Open Mangara opened 6 years ago
Changing the grammar to treat the (optional) MINUS token as part of the number, dimension, etc., works for this use case, but breaks calc
. (see this commit.)
Perhaps it would be best to do some post-processing that merges the MINUS operator with subsequent terms?
I mean the parsing works fine, the problem is in output formatting. Unfortunately, the functions may have very different kinds of arguments (lengths, identifiers, comma-separated lists, space-separated lists, etc.) and therefore, the operators are treated separately from the values (e.g. lengths). For the same reason, it is not easy to find a unified way of formatting the arguments for output. My proposed solution for this particular issue is in this commit. But perhaps the real solution would be to treat each function individually (as calc()
is being treated now). This would allow to validate and format the arguments properly. On the other hand, I am not sure if there is a complete list of existing CSS functions available.
You're right, there are multiple places this could be fixed. But I would argue that -10deg
should be parsed as TermAngle(10, deg, -1)
, instead of [ TermOperator('-'), TermAngle(10, deg, 1) ]
. This makes everything we want to do with it afterwards easier, including fixing the output formatting.
Going through the list of functions at MDN, only calc
treats -
as an operator, so merging it into subsequent values is something we could do generically for all other functions (perhaps in an overridden setValue
of TermFunction
?).
And while full validation for each function is a nice goal, the list is extensive, and new functions seem to be added fairly frequently, so treating each separately will involve a lot of work.
This commit implements the merging that I mentioned earlier.

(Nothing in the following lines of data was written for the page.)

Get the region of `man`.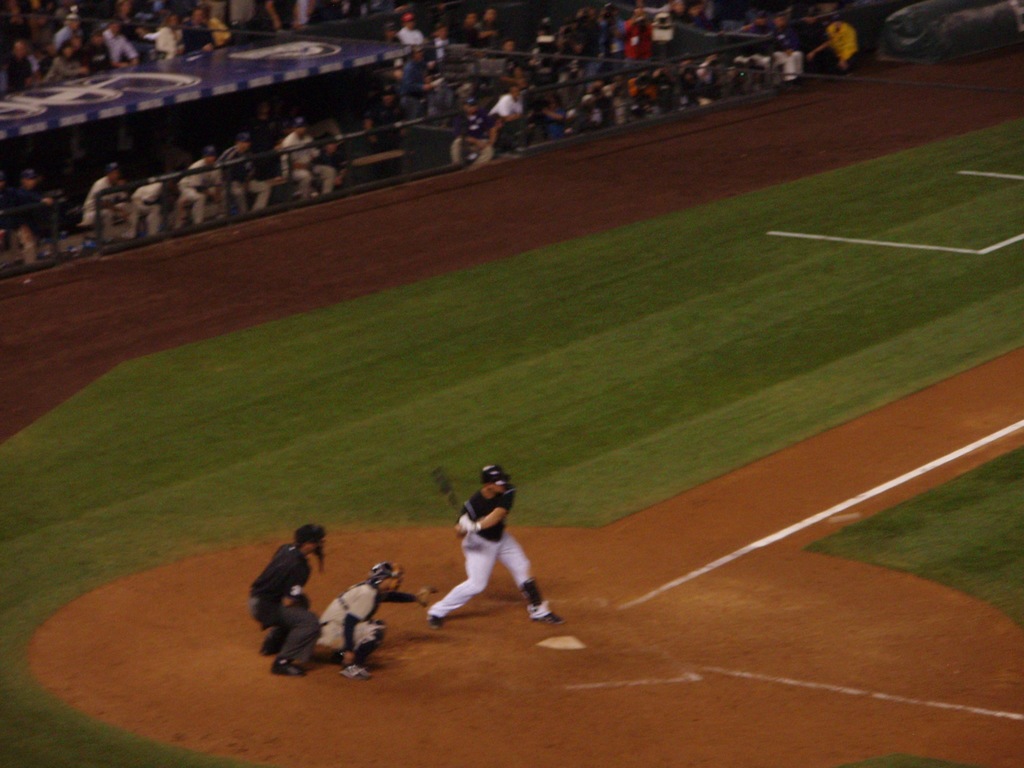
(left=424, top=461, right=545, bottom=638).
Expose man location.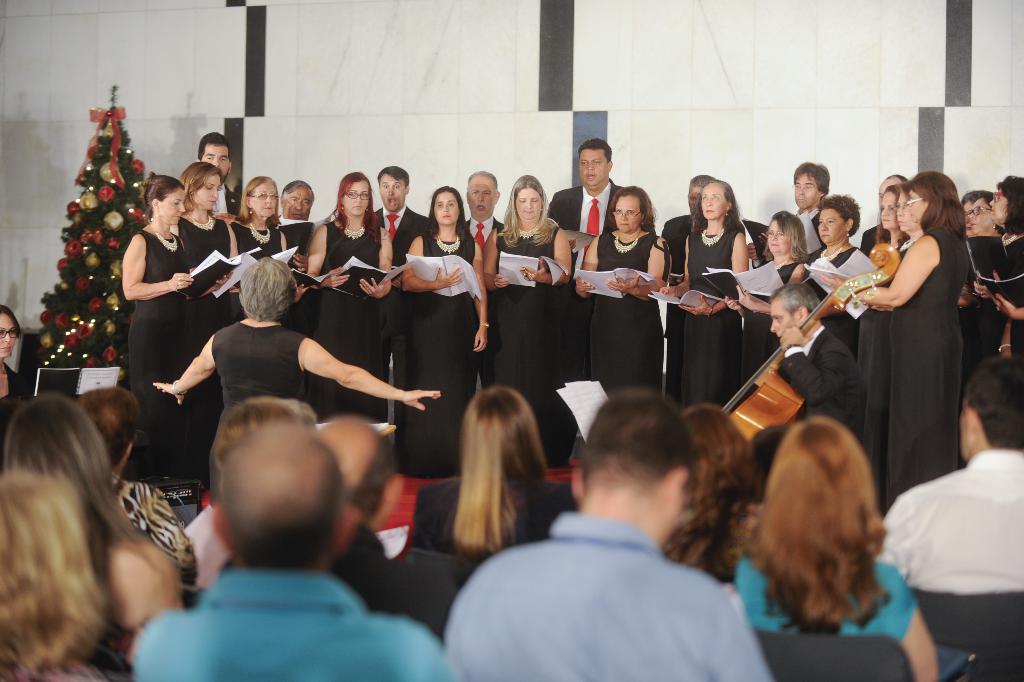
Exposed at (872, 348, 1023, 681).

What do you think?
Yes, this seems like a good direction. I have made some comments to the commit itself. My idea was to go even one step further: Not to create just a universal TermFunction
but to create more specific derived terms such as TermTransformFunction
and later even more specific TermScaleXFunction
, etc. This would allow to parse the arguments according to the actual function syntax. Then, we could use your approach for simple functions with one argument and some different solution for different functions (such as translate3d
). In the same time, the parser would correctly recognize syntax errors in function arguments. Currently, it a accepts any arguments for any function which is not a correct behavior from the point of view of CSS standards. I will try to create some basic framework for this and later, we may add the individual functions.
That sounds like a very good long-term solution. Do you want to merge my changes as a short-term fix, or just start on the long-term framework?
I tried to create a list of all functions mentioned on MDN grouped by categories: css_functions.txt. There are many of them. The plan is to support the most common ones (such as <shape>
, <basic-shape>
, <filter-function>
, <transform-function>
and <gradient>
) by specific terms and to use the current generic TermFunction as a fallback for the remaining ones. It may take some time to make this work.
Sorry for jumping in without reading up fully, but I tried the latest master branch of jstyleParser with gngr, and there's only one regression. Not sure if it's relevant to this issue. The test case uses a counter as follows:
#test span:before { content: counter(c, none) "z"; }
It used to work earlier (in the 3.2 series). Note that simple pseudo elements still work, hence I am suspecting a problem in the counter function area.
Yes, it is related, thanks for reporting this. There was a bug in counter()
function parsing. It should be fixed by this commit.
After parsing, the function
translateY(-.1em)
is output astranslatey(- .1em)
. There should not be a space between the minus sign and the length.